A recent article by Des Moines Register sportswriter Matthew Bain indicates Proctor has his head screwed on and will carefully select a college program that he believes can enhance his chances of success in the NFL. 

That’s a weighty decision for someone as young as Proctor and far be it from me to attempt to influence him, even though I know ISU’s Matt Campbell would love to be Proctor’s next mentor.  

But I do want to suggest something young Proctor should consider in scripting his career. As a future NFL player, he should look at schools with strong finance and business leadership programs, because once he’s out of college and playing on Sunday afternoons, proper management of money and those around him will be the real keys to success and happiness.

Mountains of solid waste
With just under 3.2 million people, Iowa’s population growth has lagged the nation as a whole every decade since 1880. Iowa’s 10-year growth in 2020 amounted to 4.8%, or roughly two-thirds of the national rate of 7.4%.

When it comes to animals, though, it’s hard to beat Iowa.
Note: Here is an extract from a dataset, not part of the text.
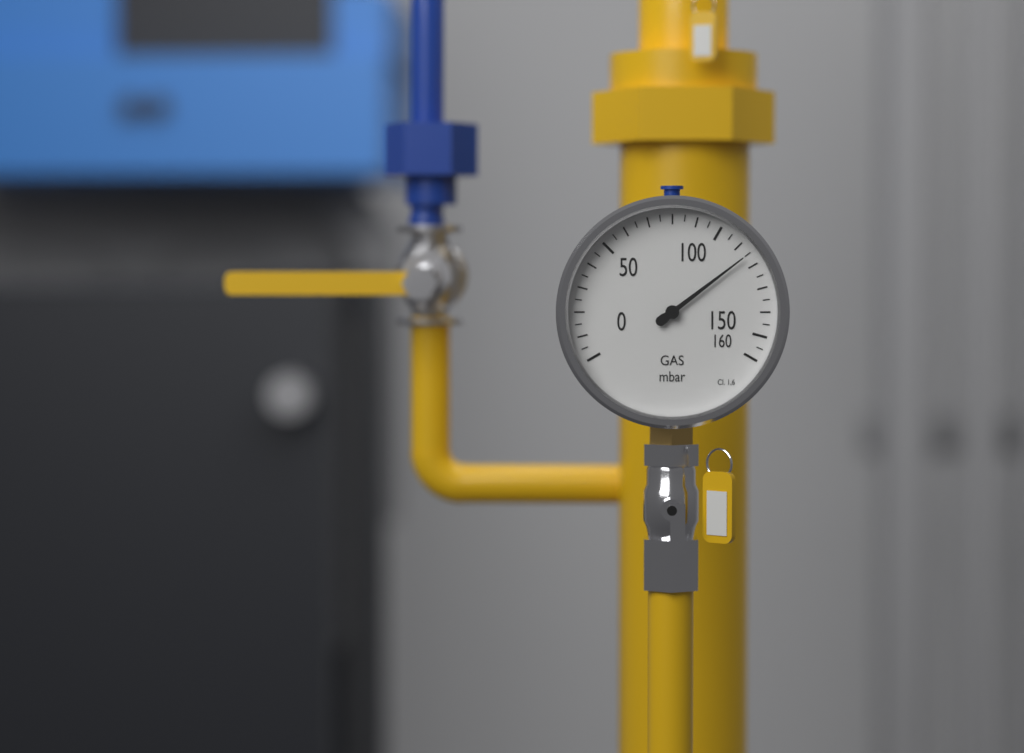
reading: 115 mbar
In 2019, Iowa counted 24 million hogs, more than 2 million cattle, 80 million chickens and nearly 5 million turkeys. 

Even more startling is the amount of waste those animals produce. 
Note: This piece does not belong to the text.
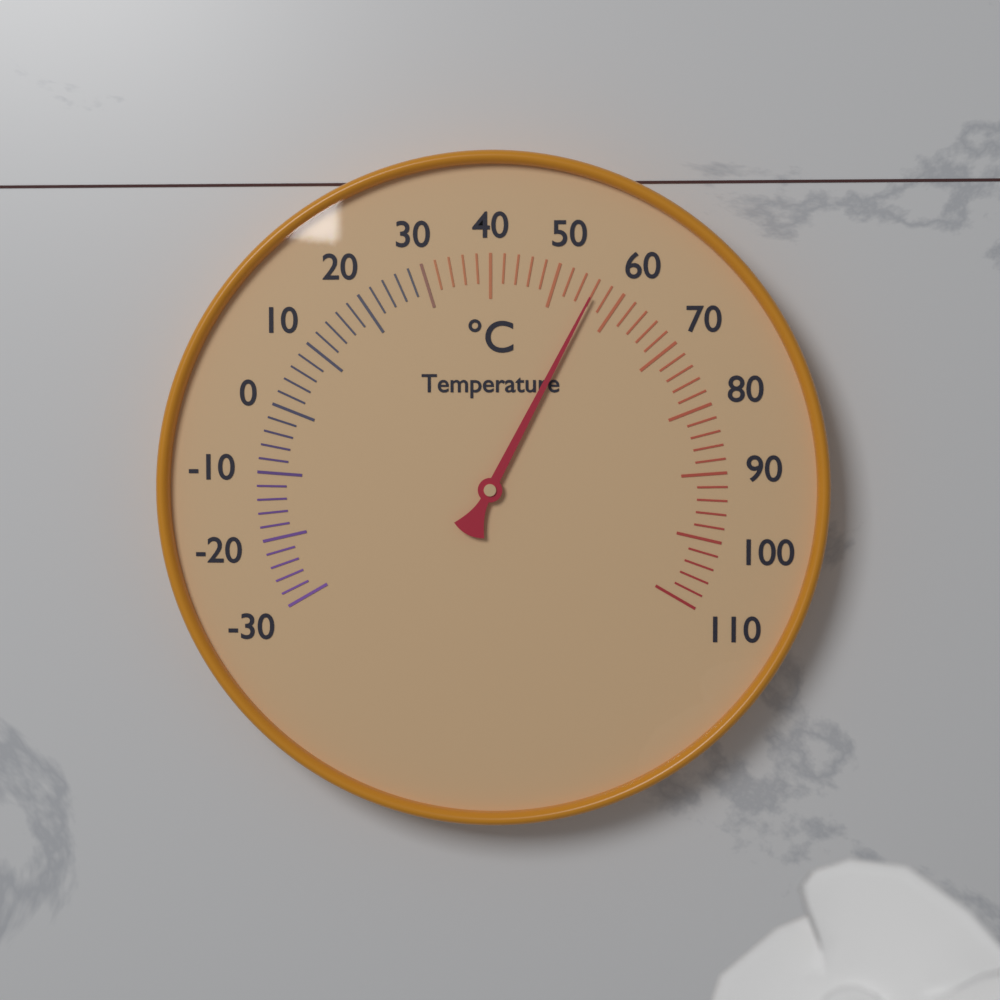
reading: 56 °C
A recent article by Randy Evans for the Iowa Capital Dispatch quotes Chris Jones, a scientist at the Iowa Institute of Hydraulic Research, as saying Iowa’s hog population alone produces waste that is the equivalent of 83.7 million people. That’s more than twice the population of California (39.4 million) and four times the population of New York (20.2 million).

Add in the waste of Iowa’s cattle and poultry and it’s difficult to fathom the amount of damage inflicted on Iowa’s lakes and rivers by what Jones describes as “this Mount Everest of waste.”

The point of Evans’ article was that despite the magnitude of the problem, Iowa’s lawmakers were too busy with social engineering this year to tackle the very real problem of water quality. 

Not much has changed
Abraham Lincoln “once warned that America could be taken over by a despotic leader who served himself, and not the nation,” author David S. Reynolds wrote in his 2020 biography “Abe: Abraham Lincoln in His Times.”

Reynolds noted that a journalist who covered Lincoln’s 1858 debates with Stephen Douglas said Douglas “suppressed facts, twisted conclusions, and perverted history. He wiggled and turned and dodged; he appealed to prejudices; in short, it was evident that what he was laboring for was Douglas and nothing else.”

Reynolds added: “Douglas’s constant insults and evasions led Lincoln to compare him to a cuttlefish, ‘a small species of fish that has no mode of defending itself when pursued, except by throwing out a black fluid, which makes the water so dark the enemy cannot see it, and thus it escapes.’”  

Vroomm, Vrroommm
When Tesla came out with its first electric vehicles a decade ago, one of the first things buyers noticed was how quiet they were. With no internal combustion (explosions) under the hood, there was no reason for noise.

Nonetheless, the first generation of Tesla owners had to put up with drivers who would occasionally pull alongside and rev their engines to issue a challenge. 

Fortunately, it wasn’t long before antagonists realized how ridiculous that was. Tesla drivers could squeeze a foot to the floor and be a quarter mile down the road before Mr. Muscle Car hit second gear. 

But you knew it wouldn’t last. According to promotions, Ford’s new electric Mustang comes with sound effects engineered to combine “a futuristic tone with that of a classic muscle car.”